- _What is required_:
Every entry that follows should be written out again exactly.

*** Opening of Data to process ***

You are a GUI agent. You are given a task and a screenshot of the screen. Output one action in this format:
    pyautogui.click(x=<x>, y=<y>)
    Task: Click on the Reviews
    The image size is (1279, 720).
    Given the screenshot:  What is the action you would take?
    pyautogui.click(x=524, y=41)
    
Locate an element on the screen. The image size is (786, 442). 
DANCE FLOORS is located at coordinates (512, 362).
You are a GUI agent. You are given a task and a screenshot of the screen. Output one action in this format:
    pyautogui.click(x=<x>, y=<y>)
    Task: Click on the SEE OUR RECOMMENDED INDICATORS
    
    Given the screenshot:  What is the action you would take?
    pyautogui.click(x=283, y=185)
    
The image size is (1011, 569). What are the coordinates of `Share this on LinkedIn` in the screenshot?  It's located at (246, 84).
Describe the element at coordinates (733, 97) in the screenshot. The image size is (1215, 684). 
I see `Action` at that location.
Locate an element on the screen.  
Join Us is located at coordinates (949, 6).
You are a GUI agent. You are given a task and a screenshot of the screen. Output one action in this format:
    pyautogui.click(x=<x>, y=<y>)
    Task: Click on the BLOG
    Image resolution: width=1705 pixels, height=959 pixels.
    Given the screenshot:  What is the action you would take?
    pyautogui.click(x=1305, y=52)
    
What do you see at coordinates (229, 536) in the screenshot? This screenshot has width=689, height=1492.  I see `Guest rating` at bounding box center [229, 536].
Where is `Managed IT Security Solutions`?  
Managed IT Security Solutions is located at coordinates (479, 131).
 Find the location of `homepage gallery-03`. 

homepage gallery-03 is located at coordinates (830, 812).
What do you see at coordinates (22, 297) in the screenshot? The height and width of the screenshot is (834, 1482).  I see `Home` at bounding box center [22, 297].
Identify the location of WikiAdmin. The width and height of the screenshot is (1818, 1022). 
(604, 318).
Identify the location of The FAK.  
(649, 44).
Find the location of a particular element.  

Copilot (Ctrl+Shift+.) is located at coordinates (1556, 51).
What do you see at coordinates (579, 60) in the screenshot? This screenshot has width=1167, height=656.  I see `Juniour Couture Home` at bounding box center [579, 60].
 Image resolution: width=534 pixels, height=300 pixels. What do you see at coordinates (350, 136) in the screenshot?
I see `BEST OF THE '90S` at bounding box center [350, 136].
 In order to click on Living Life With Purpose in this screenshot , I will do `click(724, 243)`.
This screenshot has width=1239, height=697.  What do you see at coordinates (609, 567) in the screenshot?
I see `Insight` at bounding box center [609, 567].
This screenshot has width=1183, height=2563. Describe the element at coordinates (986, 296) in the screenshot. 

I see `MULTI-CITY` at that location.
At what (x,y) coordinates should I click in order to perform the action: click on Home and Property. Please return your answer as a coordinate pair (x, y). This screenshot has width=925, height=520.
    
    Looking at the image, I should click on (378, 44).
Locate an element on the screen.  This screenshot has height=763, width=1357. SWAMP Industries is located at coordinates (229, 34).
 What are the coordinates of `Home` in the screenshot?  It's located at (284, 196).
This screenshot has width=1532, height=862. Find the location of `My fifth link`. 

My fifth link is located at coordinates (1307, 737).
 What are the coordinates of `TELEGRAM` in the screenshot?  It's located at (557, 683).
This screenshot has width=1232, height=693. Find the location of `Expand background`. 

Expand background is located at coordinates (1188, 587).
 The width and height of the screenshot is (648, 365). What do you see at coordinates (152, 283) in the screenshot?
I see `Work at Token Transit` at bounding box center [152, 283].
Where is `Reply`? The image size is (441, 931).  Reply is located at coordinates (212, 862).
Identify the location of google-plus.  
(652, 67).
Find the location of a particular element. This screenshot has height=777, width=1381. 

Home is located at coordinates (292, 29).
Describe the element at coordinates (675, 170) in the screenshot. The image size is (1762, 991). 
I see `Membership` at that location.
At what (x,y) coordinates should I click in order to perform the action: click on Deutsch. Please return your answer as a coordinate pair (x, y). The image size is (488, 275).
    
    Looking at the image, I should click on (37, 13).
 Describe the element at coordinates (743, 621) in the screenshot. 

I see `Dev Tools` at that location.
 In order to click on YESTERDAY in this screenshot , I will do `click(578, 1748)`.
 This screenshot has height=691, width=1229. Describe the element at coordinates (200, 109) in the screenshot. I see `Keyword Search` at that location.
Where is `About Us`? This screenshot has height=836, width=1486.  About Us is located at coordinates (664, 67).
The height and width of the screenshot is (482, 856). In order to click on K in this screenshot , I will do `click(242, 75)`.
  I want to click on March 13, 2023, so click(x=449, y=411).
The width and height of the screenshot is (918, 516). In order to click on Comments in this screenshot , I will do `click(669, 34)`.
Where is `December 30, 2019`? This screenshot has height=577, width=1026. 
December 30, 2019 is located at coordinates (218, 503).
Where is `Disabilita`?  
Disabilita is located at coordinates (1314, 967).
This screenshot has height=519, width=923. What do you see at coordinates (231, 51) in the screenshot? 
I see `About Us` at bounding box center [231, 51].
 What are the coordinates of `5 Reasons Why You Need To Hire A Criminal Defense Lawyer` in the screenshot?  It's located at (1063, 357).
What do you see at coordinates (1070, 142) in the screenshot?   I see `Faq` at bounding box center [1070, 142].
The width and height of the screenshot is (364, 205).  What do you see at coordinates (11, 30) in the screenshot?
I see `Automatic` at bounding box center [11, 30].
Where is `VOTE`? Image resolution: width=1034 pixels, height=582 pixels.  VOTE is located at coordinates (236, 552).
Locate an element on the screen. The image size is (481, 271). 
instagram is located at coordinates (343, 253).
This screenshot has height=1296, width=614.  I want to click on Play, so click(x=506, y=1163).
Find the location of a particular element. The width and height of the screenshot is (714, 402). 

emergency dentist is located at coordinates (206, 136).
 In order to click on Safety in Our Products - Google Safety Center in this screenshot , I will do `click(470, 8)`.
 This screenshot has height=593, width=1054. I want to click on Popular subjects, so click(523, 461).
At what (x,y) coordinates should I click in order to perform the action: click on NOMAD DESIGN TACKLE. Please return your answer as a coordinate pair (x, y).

*** Close of Data to process ***

- _Your response_:
You are a GUI agent. You are given a task and a screenshot of the screen. Output one action in this format:
    pyautogui.click(x=<x>, y=<y>)
    Task: Click on the Reviews
    The image size is (1279, 720).
    Given the screenshot:  What is the action you would take?
    pyautogui.click(x=524, y=41)
    
Locate an element on the screen. The image size is (786, 442). 
DANCE FLOORS is located at coordinates (512, 362).
You are a GUI agent. You are given a task and a screenshot of the screen. Output one action in this format:
    pyautogui.click(x=<x>, y=<y>)
    Task: Click on the SEE OUR RECOMMENDED INDICATORS
    
    Given the screenshot:  What is the action you would take?
    pyautogui.click(x=283, y=185)
    
The image size is (1011, 569). What are the coordinates of `Share this on LinkedIn` in the screenshot?  It's located at (246, 84).
Describe the element at coordinates (733, 97) in the screenshot. The image size is (1215, 684). 
I see `Action` at that location.
Locate an element on the screen.  
Join Us is located at coordinates (949, 6).
You are a GUI agent. You are given a task and a screenshot of the screen. Output one action in this format:
    pyautogui.click(x=<x>, y=<y>)
    Task: Click on the BLOG
    Image resolution: width=1705 pixels, height=959 pixels.
    Given the screenshot:  What is the action you would take?
    pyautogui.click(x=1305, y=52)
    
What do you see at coordinates (229, 536) in the screenshot? This screenshot has width=689, height=1492.  I see `Guest rating` at bounding box center [229, 536].
Where is `Managed IT Security Solutions`?  
Managed IT Security Solutions is located at coordinates (479, 131).
 Find the location of `homepage gallery-03`. 

homepage gallery-03 is located at coordinates (830, 812).
What do you see at coordinates (22, 297) in the screenshot? The height and width of the screenshot is (834, 1482).  I see `Home` at bounding box center [22, 297].
Identify the location of WikiAdmin. The width and height of the screenshot is (1818, 1022). 
(604, 318).
Identify the location of The FAK.  
(649, 44).
Find the location of a particular element.  

Copilot (Ctrl+Shift+.) is located at coordinates (1556, 51).
What do you see at coordinates (579, 60) in the screenshot? This screenshot has width=1167, height=656.  I see `Juniour Couture Home` at bounding box center [579, 60].
 Image resolution: width=534 pixels, height=300 pixels. What do you see at coordinates (350, 136) in the screenshot?
I see `BEST OF THE '90S` at bounding box center [350, 136].
 In order to click on Living Life With Purpose in this screenshot , I will do `click(724, 243)`.
This screenshot has width=1239, height=697.  What do you see at coordinates (609, 567) in the screenshot?
I see `Insight` at bounding box center [609, 567].
This screenshot has width=1183, height=2563. Describe the element at coordinates (986, 296) in the screenshot. 

I see `MULTI-CITY` at that location.
At what (x,y) coordinates should I click in order to perform the action: click on Home and Property. Please return your answer as a coordinate pair (x, y). This screenshot has width=925, height=520.
    
    Looking at the image, I should click on (378, 44).
Locate an element on the screen.  This screenshot has height=763, width=1357. SWAMP Industries is located at coordinates (229, 34).
 What are the coordinates of `Home` in the screenshot?  It's located at (284, 196).
This screenshot has width=1532, height=862. Find the location of `My fifth link`. 

My fifth link is located at coordinates (1307, 737).
 What are the coordinates of `TELEGRAM` in the screenshot?  It's located at (557, 683).
This screenshot has width=1232, height=693. Find the location of `Expand background`. 

Expand background is located at coordinates (1188, 587).
 The width and height of the screenshot is (648, 365). What do you see at coordinates (152, 283) in the screenshot?
I see `Work at Token Transit` at bounding box center [152, 283].
Where is `Reply`? The image size is (441, 931).  Reply is located at coordinates (212, 862).
Identify the location of google-plus.  
(652, 67).
Find the location of a particular element. This screenshot has height=777, width=1381. 

Home is located at coordinates (292, 29).
Describe the element at coordinates (675, 170) in the screenshot. The image size is (1762, 991). 
I see `Membership` at that location.
At what (x,y) coordinates should I click in order to perform the action: click on Deutsch. Please return your answer as a coordinate pair (x, y). The image size is (488, 275).
    
    Looking at the image, I should click on (37, 13).
 Describe the element at coordinates (743, 621) in the screenshot. 

I see `Dev Tools` at that location.
 In order to click on YESTERDAY in this screenshot , I will do `click(578, 1748)`.
 This screenshot has height=691, width=1229. Describe the element at coordinates (200, 109) in the screenshot. I see `Keyword Search` at that location.
Where is `About Us`? This screenshot has height=836, width=1486.  About Us is located at coordinates (664, 67).
The height and width of the screenshot is (482, 856). In order to click on K in this screenshot , I will do `click(242, 75)`.
  I want to click on March 13, 2023, so click(x=449, y=411).
The width and height of the screenshot is (918, 516). In order to click on Comments in this screenshot , I will do `click(669, 34)`.
Where is `December 30, 2019`? This screenshot has height=577, width=1026. 
December 30, 2019 is located at coordinates (218, 503).
Where is `Disabilita`?  
Disabilita is located at coordinates (1314, 967).
This screenshot has height=519, width=923. What do you see at coordinates (231, 51) in the screenshot? 
I see `About Us` at bounding box center [231, 51].
 What are the coordinates of `5 Reasons Why You Need To Hire A Criminal Defense Lawyer` in the screenshot?  It's located at (1063, 357).
What do you see at coordinates (1070, 142) in the screenshot?   I see `Faq` at bounding box center [1070, 142].
The width and height of the screenshot is (364, 205).  What do you see at coordinates (11, 30) in the screenshot?
I see `Automatic` at bounding box center [11, 30].
Where is `VOTE`? Image resolution: width=1034 pixels, height=582 pixels.  VOTE is located at coordinates (236, 552).
Locate an element on the screen. The image size is (481, 271). 
instagram is located at coordinates (343, 253).
This screenshot has height=1296, width=614.  I want to click on Play, so click(x=506, y=1163).
Find the location of a particular element. The width and height of the screenshot is (714, 402). 

emergency dentist is located at coordinates (206, 136).
 In order to click on Safety in Our Products - Google Safety Center in this screenshot , I will do `click(470, 8)`.
 This screenshot has height=593, width=1054. I want to click on Popular subjects, so click(523, 461).
At what (x,y) coordinates should I click in order to perform the action: click on NOMAD DESIGN TACKLE. Please return your answer as a coordinate pair (x, y).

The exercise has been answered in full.